Could folks with access to different OS's try the following:

Compare output of "apxs -q CPPFLAGS" with the value of _FILE_OFFSET_BITS in pyconfig.h.

For example, on my Fedora Core 4 i386 system (stock httpd and python):

$ /usr/sbin/apxs -q CPPFLAGS
-DSSL_EXPERIMENTAL_ENGINE

[note - no mention of _FILE_OFFSET_BITS above]


$ grep _FILE_OFFSET_BITS /usr/include/python2.4/pyconfig.h
#define _FILE_OFFSET_BITS 64


In case you're wondering, this is in relation to https://issues.apache.org/jira/browse/MODPYTHON-138 and to some degree https://issues.apache.org/jira/browse/MODPYTHON-20 and probably a few other "unexplained" issues.

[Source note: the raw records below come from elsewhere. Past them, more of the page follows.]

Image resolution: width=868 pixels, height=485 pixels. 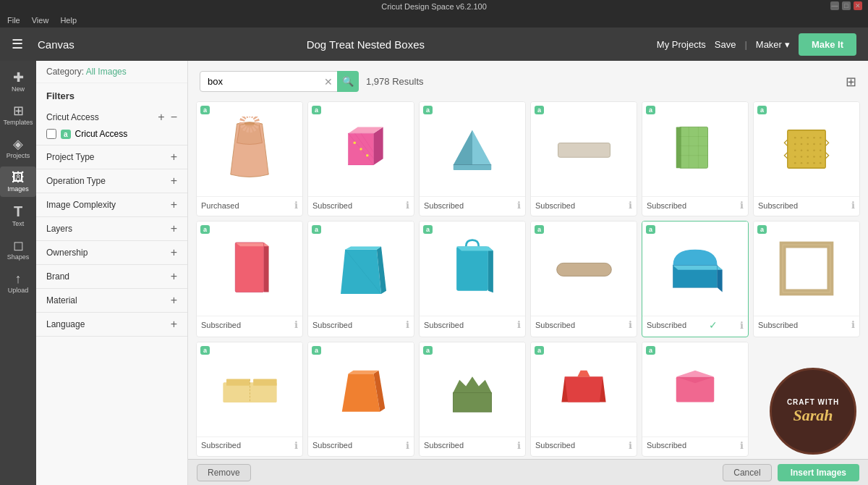 What do you see at coordinates (827, 45) in the screenshot?
I see `make-it-button: Make It` at bounding box center [827, 45]. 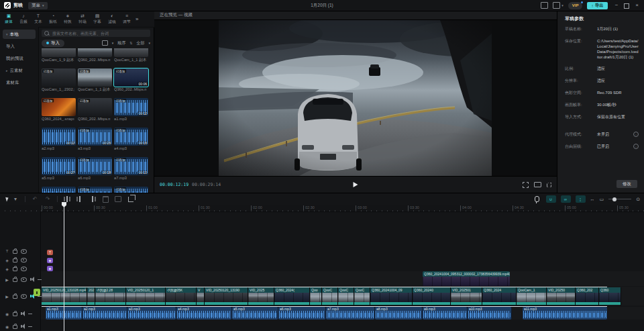 I want to click on fullscreen-icon, so click(x=549, y=185).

What the output on Fedora Core 4 means is that essentially Python and APR/httpd are compiled in an incomatible way - in APR the size of an inode (ino_t) is 32 bits and in Python it is 64 bits (this is what _FILE_OFFSET_BITS 64 does).

This issue goes unnoticed when Python.h is included after http.h, but becomes very obvious if you put Python.h before http.h - httpd will segfault on the first request because the request_rec (which includes finfo, which includes ino_t inode) becomes incompatible between httpd and mod_python and anything past finfo in request_rec structure is junk (off by 4 bytes).

I wanted to see how widespread this problem is. I think the right solution is for configure to catch this (exactly how to best detect this I'm not yet sure) and stop cold.